Free vs Paid Website Audit: What Each Actually Covers

Understand what a free website audit can reveal, where it stops, and what a paid audit adds.

Free vs Paid Website Audit

A free website audit is a great starting point, but it does not answer every question. A paid audit goes deeper, checks what automated tools cannot, and creates a plan that is ready for implementation. If you are deciding between a free audit and a paid audit, this guide explains what each actually covers and how to choose the right option for your situation.

What a free audit can do

A free audit is designed to give you fast, visible signals. It uses public data and automated checks to surface issues that can be detected without access to your server or codebase. It is the fastest way to understand whether your site is healthy on the surface.

A solid free audit typically includes:

  • PageSpeed Insights metrics (performance, accessibility, best practices, SEO)
  • Core Web Vitals signals like LCP, CLS, and TBT or INP
  • Basic on page SEO checks (title tags, meta description, canonical tags)
  • HTTP vs HTTPS detection
  • Simple indexability checks (robots meta, sitemap presence)
  • High level warnings about heavy assets or render blocking requests

The free audit is ideal for early discovery. It can show you where the biggest problems likely are, and it gives a starting point for a real fix plan.

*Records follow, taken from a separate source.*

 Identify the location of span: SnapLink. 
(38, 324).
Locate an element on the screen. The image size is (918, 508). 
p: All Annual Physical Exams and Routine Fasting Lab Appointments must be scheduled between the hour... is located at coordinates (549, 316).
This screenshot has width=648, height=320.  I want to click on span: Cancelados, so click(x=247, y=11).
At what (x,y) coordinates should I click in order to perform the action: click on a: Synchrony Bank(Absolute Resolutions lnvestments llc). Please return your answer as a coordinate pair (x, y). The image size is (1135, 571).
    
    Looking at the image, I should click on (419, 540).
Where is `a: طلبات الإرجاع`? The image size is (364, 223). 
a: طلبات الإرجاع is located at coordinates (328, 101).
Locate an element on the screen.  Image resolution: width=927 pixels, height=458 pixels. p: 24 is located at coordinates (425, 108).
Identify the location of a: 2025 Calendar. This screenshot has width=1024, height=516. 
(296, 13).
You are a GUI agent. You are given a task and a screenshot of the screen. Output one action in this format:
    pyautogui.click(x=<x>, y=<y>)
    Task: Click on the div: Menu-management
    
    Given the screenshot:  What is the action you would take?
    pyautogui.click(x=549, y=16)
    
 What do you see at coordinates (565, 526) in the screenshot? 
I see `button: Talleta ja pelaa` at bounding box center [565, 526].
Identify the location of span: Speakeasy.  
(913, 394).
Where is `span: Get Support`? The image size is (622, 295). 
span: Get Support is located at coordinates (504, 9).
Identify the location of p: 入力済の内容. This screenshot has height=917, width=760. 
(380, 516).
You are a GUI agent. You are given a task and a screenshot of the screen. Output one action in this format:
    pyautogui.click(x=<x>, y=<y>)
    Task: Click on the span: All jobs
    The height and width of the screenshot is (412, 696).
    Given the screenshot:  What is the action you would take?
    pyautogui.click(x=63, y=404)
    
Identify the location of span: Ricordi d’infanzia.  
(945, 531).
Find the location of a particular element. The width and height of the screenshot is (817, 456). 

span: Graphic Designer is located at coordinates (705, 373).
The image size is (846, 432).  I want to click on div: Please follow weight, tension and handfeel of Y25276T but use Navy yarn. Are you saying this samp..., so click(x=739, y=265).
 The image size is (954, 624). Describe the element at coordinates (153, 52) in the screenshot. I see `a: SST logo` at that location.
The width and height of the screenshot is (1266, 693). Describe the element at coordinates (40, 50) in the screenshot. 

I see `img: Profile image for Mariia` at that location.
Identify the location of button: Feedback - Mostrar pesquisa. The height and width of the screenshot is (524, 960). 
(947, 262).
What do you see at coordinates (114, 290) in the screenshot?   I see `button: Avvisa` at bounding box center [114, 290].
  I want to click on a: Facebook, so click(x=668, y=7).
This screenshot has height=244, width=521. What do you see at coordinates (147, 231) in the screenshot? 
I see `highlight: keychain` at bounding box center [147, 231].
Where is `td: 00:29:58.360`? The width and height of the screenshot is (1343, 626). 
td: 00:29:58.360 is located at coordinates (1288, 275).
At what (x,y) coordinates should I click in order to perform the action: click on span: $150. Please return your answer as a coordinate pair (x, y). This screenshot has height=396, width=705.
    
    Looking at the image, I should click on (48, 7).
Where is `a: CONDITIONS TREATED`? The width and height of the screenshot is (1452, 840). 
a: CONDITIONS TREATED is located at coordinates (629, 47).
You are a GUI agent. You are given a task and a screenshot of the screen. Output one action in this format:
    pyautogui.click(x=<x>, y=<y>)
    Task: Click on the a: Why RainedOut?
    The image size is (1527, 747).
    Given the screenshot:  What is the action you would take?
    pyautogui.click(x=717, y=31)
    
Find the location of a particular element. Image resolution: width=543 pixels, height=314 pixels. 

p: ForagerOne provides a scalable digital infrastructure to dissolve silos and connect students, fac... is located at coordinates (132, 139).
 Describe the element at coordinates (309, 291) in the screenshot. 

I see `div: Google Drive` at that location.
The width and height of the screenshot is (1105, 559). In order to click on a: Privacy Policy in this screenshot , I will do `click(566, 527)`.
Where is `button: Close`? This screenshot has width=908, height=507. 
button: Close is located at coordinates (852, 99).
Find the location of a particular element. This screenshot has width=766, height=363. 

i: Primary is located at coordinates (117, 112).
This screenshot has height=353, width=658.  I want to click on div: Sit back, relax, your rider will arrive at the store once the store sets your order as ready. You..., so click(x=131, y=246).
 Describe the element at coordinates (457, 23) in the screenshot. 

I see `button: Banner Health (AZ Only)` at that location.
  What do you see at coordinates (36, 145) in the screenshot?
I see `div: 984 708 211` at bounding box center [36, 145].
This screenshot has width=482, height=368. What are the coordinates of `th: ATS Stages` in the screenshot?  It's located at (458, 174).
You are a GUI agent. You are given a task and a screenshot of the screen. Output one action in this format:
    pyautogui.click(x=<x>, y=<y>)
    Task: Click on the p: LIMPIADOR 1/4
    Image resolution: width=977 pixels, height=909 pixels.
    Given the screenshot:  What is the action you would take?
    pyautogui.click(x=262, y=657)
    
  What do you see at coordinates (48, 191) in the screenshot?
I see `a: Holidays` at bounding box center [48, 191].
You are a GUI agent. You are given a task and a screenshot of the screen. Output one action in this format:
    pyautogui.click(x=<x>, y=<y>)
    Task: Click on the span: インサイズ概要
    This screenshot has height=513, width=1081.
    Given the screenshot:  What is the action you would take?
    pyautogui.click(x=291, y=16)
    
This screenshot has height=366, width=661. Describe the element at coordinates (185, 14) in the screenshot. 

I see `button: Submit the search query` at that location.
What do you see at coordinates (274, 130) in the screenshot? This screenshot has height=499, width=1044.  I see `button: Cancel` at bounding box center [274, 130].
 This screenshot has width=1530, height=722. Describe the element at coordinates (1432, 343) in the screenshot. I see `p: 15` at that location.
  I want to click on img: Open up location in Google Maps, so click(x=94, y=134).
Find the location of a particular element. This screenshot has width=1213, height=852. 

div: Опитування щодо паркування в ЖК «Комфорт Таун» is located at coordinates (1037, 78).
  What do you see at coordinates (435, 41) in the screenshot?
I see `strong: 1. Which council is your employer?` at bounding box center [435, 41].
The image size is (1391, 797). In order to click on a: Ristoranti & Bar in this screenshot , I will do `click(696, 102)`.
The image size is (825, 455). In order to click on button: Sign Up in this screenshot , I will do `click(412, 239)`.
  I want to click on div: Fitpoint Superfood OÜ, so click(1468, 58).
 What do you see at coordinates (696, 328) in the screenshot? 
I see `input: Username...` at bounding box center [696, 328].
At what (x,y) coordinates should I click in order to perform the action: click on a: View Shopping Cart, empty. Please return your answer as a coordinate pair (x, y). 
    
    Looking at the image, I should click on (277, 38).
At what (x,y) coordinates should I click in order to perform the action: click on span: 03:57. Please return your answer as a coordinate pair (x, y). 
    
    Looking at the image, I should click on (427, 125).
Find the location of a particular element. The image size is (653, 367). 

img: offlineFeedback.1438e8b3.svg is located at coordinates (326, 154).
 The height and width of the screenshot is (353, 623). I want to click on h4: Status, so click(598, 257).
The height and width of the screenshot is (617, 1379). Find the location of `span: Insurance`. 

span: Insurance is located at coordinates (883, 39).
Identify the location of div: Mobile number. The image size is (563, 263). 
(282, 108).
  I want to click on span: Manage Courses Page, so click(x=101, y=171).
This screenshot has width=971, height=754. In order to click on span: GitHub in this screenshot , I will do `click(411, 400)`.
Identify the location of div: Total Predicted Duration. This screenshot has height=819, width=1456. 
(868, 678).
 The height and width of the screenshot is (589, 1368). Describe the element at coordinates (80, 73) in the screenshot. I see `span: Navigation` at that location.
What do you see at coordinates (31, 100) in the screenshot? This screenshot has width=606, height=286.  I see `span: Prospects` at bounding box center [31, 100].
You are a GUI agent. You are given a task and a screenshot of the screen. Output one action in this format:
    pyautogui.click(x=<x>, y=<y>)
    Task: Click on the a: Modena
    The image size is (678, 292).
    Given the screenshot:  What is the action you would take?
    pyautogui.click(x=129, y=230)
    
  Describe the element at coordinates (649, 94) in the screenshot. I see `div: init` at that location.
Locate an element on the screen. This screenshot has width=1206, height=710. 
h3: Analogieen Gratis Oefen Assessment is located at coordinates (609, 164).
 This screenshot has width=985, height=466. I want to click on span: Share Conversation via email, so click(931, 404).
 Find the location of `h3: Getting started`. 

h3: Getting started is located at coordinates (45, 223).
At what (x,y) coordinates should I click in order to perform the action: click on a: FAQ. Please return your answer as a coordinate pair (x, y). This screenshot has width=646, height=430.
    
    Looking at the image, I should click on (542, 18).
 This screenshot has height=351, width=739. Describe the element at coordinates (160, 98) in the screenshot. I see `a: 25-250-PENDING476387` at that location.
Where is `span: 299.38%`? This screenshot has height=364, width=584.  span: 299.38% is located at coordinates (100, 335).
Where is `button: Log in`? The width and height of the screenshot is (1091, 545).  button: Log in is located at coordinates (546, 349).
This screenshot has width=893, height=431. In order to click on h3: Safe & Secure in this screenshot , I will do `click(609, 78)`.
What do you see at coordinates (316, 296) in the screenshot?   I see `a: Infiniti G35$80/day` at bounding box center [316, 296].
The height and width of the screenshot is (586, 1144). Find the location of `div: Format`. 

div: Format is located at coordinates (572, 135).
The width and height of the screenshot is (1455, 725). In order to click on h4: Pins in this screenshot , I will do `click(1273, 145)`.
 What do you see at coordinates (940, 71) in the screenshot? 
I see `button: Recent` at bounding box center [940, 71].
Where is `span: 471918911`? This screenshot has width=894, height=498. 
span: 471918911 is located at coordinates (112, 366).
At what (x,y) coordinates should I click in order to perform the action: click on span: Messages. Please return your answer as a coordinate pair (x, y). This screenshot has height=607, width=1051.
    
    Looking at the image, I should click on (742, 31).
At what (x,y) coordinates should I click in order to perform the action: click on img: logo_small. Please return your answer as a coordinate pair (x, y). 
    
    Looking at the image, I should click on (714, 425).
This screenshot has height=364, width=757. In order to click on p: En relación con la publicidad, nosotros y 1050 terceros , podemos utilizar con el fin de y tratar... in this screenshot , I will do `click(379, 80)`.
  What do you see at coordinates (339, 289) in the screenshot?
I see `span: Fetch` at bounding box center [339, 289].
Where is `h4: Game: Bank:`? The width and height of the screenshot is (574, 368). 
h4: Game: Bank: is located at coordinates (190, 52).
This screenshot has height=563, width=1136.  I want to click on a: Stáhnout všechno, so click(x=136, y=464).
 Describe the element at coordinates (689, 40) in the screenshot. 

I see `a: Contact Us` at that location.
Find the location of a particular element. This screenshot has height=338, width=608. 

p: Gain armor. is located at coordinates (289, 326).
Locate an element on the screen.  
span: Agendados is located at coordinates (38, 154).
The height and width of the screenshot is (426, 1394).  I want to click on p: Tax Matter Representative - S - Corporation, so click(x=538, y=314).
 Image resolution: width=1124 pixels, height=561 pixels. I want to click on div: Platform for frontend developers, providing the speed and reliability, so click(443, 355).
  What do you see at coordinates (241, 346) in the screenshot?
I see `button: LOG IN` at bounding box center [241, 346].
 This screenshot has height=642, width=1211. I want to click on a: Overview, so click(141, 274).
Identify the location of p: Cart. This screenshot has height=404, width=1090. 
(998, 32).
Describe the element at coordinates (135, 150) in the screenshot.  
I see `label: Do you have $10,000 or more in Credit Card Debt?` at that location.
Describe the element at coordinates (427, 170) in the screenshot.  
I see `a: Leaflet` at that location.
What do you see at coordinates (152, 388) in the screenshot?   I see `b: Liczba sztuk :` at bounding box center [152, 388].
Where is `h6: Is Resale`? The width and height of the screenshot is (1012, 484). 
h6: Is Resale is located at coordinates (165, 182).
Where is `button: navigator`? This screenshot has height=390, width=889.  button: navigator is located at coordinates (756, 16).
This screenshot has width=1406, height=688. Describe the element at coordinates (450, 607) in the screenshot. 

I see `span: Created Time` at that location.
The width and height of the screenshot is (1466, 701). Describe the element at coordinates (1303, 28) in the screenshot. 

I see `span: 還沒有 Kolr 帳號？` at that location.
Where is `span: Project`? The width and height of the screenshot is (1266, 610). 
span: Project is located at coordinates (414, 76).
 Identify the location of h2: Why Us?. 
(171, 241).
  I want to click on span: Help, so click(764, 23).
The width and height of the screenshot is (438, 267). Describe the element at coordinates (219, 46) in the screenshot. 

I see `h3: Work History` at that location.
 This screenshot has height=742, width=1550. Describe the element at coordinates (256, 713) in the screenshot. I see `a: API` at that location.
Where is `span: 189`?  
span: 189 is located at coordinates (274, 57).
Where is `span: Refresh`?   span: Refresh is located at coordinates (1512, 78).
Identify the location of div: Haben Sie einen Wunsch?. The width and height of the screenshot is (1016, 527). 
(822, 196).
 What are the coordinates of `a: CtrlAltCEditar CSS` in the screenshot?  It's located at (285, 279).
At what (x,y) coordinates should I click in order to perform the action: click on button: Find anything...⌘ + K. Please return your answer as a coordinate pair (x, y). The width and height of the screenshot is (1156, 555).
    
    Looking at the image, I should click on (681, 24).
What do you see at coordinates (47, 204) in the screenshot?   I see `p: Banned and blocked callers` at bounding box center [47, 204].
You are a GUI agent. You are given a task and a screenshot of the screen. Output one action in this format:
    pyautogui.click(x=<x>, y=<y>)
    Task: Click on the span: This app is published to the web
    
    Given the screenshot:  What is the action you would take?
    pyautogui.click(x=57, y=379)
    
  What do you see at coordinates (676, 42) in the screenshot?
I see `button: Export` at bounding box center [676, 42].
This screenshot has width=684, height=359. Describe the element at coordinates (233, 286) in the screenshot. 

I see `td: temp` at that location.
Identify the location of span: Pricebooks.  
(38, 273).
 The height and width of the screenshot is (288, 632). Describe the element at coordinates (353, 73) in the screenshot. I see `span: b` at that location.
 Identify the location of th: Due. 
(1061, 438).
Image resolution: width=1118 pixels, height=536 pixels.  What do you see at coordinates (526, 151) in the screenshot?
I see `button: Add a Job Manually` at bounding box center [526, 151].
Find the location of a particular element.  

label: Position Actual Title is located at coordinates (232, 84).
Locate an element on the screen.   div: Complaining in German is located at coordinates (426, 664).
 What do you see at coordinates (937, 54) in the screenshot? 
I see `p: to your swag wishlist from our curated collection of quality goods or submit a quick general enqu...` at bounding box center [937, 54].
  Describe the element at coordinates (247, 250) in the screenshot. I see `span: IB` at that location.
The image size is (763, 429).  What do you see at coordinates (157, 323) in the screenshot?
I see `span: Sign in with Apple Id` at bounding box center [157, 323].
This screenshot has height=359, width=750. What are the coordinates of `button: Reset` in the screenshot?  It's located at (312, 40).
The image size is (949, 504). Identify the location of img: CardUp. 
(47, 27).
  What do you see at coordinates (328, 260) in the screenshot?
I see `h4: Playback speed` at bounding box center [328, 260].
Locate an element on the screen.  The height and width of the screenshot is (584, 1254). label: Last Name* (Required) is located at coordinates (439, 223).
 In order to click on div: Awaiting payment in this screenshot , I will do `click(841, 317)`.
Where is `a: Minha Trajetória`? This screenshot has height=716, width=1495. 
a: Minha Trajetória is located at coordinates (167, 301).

Where free audits fall short

Free audits are limited by what they can see. They do not have access to your server logs, DNS settings, or internal systems. They also cannot verify the behavior of your payment flows, authentication, or custom logic.

Common limitations include:

  • Security headers and server configuration cannot be fully verified
  • DNS, CDN, and caching settings are often hidden
  • Email setup (SPF, DKIM, DMARC) is not visible
  • Error logs and server response traces are unavailable
  • Checkout and payment flows cannot be tested end to end
  • Caching rules and edge behavior require access

This is why a free audit should be treated as a surface scan, not a final judgment. It gives you the starting list, not the final answer.

What a paid audit adds

A paid audit is designed to remove uncertainty. It includes manual verification, deeper checks, and structured evidence. The goal is to deliver a report that can be turned into a fix plan without guesswork.

A paid audit typically adds:

  • Manual verification of security headers and server behavior
  • DNS and CDN configuration review
  • Email deliverability checks (SPF, DKIM, DMARC, MX)
  • Server response analysis and log review
  • Checkout, form, and payment flow testing
  • Template level SEO review across key pages
  • Crawl and indexing review with technical findings
  • Prioritized fix list with impact and effort notes

The paid audit result is a PDF report that explains what is wrong, why it matters, and what to fix first. It reduces the risk of spending money on the wrong tasks.

When the free audit is enough

You can stay with a free audit when:

  • You only need a quick health check
  • The site is a simple brochure or early stage landing page
  • You are not ready to invest in fixes yet
  • You want to compare multiple sites before choosing what to optimize

The free audit is also useful after fixes. It can confirm that basic metrics improved and that obvious issues were removed.

When you should upgrade to a paid audit

A paid audit becomes important when:

  • Revenue is dropping and you do not know why
  • A migration or redesign recently happened
  • You are running ads and conversion rates are low
  • The site has recurring errors or outages
  • You need a fix plan you can hand to a team
  • You need verification for security and compliance concerns

If any of these are true, a paid audit will save time and prevent wasted spending.

How to prepare for a paid audit

To get the most value, share:

  • Your primary business goal (sales, leads, signups)
  • The most important pages or flows
  • Any recent changes, releases, or migrations
  • Access details if required (staging or limited credentials)

This context lets the audit focus on the areas that matter most.

How to use the report

A paid audit should end with a plan, not just a list of problems. Use the report like this:

  1. Group issues into security, performance, SEO, and revenue risks.
  2. Tag the quick wins that can be shipped fast.
  3. Create a sprint plan for deeper fixes.
  4. Re test the site after changes and compare results.

This turns a static document into real progress.

Final takeaway

A free audit is fast and useful for surface signals. A paid audit is the step that removes uncertainty and creates a fix ready roadmap. If you want clarity before you spend on fixes, start with the free audit and upgrade when you need manual verification.

If you are ready, run the free audit first, then request a paid audit to get the full report and a prioritized fix plan.